When the prudent sub-director first talked of resigning, his sister, who was far more the companion of his life than his wife, trembled for his future.
"What will become of Thuillier?" was a question which Madame and Mademoiselle Thuillier put to each other with mutual terror in their little lodging on a third floor of the rue d'Argenteuil.
"Securing his pension will occupy him for a time," Mademoiselle Thuillier said one day; "but I am thinking of investing my savings in a way that will cut out work for him. Yes; it will be something like administrating the finances to manage a piece of property.""Oh, sister! you will save his life," cried Madame Thuillier.
"I have always looked for a crisis of this kind in Jerome's life,"replied the old maid, with a protecting air.
Mademoiselle Thuillier had too often heard her brother remark: "Such a one is dead; he only survived his retirement two years"; she had too often heard Colleville, her brother's intimate friend, a government employee like himself, say, jesting on this climacteric of bureaucrats, "We shall all come to it, ourselves," not to appreciate the danger her brother was running. The change from activity to leisure is, in truth, the critical period for government employees of all kinds.
Those of them who know not how to substitute, or perhaps cannot substitute other occupations for the work to which they have been accustomed, change in a singular manner; some die outright; others take to fishing, the vacancy of that amusement resembling that of their late employment under government; others, who are smarter men, dabble in stocks, lose their savings, and are thankful to obtain a place in some enterprise that is likely to succeed, after a first disaster and liquidation, in the hands of an abler management. The late clerk then rubs his hands, now empty, and says to himself, "Ialways did foresee the success of the business." But nearly all these retired bureaucrats have to fight against their former habits.
"Some," Colleville used to say, "are victims to a sort of 'spleen' peculiar to the government clerk; they die of a checked circulation; a red-tapeworm is in their vitals.

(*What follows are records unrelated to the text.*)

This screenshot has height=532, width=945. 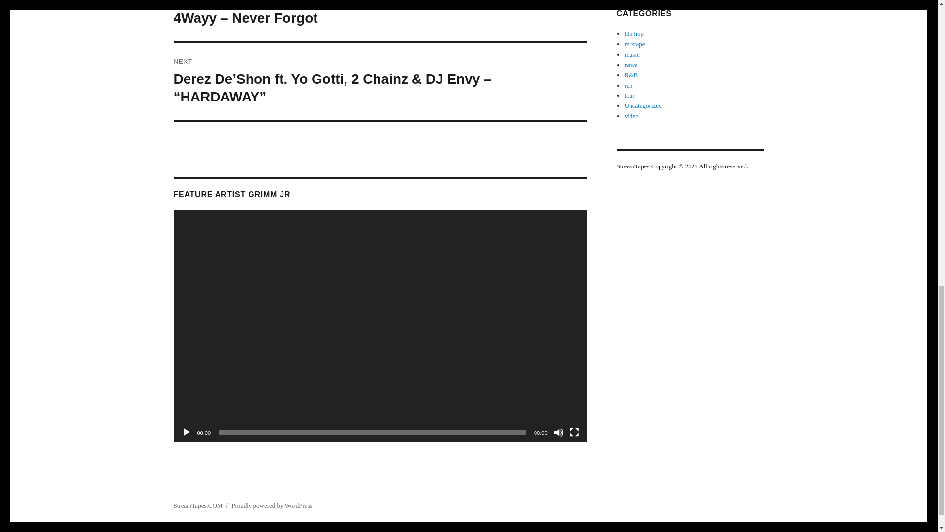 What do you see at coordinates (186, 432) in the screenshot?
I see `Play` at bounding box center [186, 432].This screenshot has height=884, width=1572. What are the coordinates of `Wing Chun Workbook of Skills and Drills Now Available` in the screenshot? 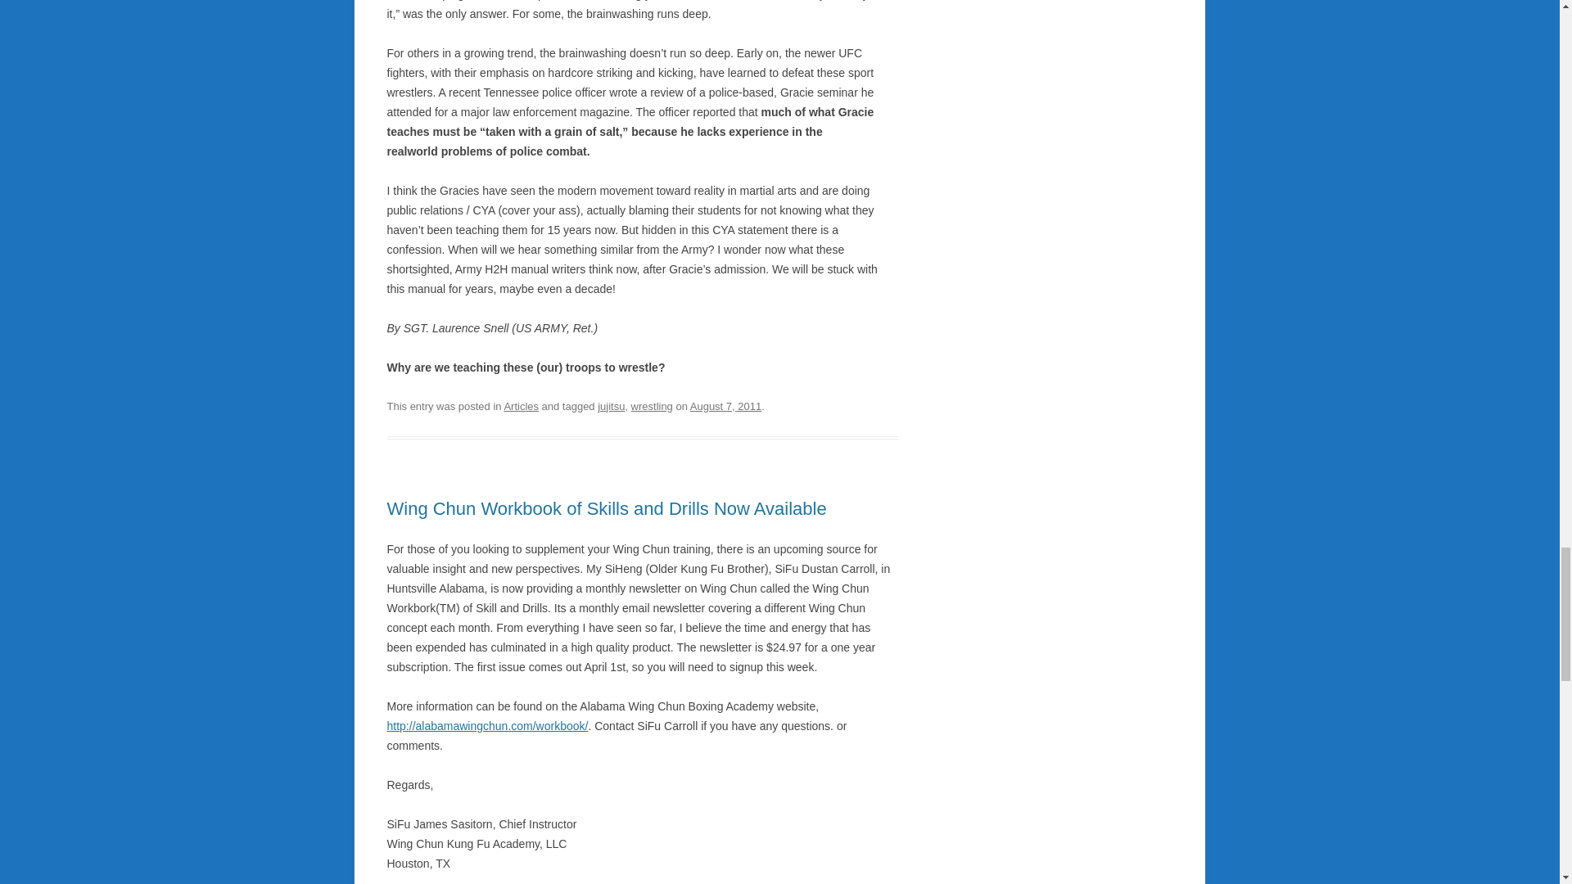 It's located at (606, 508).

That little Poiret couldn't see the well-known white carton without changing color at the beloved sight;he used to turn from green to yellow."
Mademoiselle Thuillier was considered the moving spirit of her brother's household; she was not without decision and force of character, as the following history will show. This superiority over those who immediately surrounded her enabled her to judge her brother, although she adored him. After witnessing the failure of the hopes she had set upon her idol, she had too much real maternity in her feeling for him to let herself be mistaken as to his social value.
Thuillier and his sister were children of the head porter at the ministry of finance. Jerome had escaped, thanks to his near-sightedness, all drafts and conscriptions. The father's ambition was to make his son a government clerk. At the beginning of this century the army presented too many posts not to leave various vacancies in the government offices. A deficiency of minor officials enabled old Pere Thuillier to hoist his son upon the lowest step of the bureaucratic hierarchy. The old man died in 1814, leaving Jerome on the point of becoming sub-director, but with no other fortune than that prospect. The worthy Thuillier and his wife (who died in 1810)had retired from active service in 1806, with a pension as their only means of support; having spent what property they had in giving Jerome the education required in these days, and in supporting both him and his sister.
The influence of the Restoration on the bureaucracy is well known.
From the forty and one suppressed departments a crowd of honorable employees returned to Paris with nothing to do, and clamorous for places inferior to those they had lately occupied. To these acquired rights were added those of exiled families ruined by the Revolution.
Pressed between the two floods, Jerome thought himself lucky not to have been dismissed under some frivolous pretext. He trembled until the day when, becoming by mere chance sub-director, he saw himself secure of a retiring pension. This cursory view of matters will serve to explain Monsieur Thuillier's very limited scope and knowledge. He had learned the Latin, mathematics, history, and geography that are taught in schools, but he never got beyond what is called the second class; his father having preferred to take advantage of a sudden opportunity to place him at the ministry. So, while the young Thuillier was making his first records on the Grand-Livre, he ought to have been studying his rhetoric and philosophy.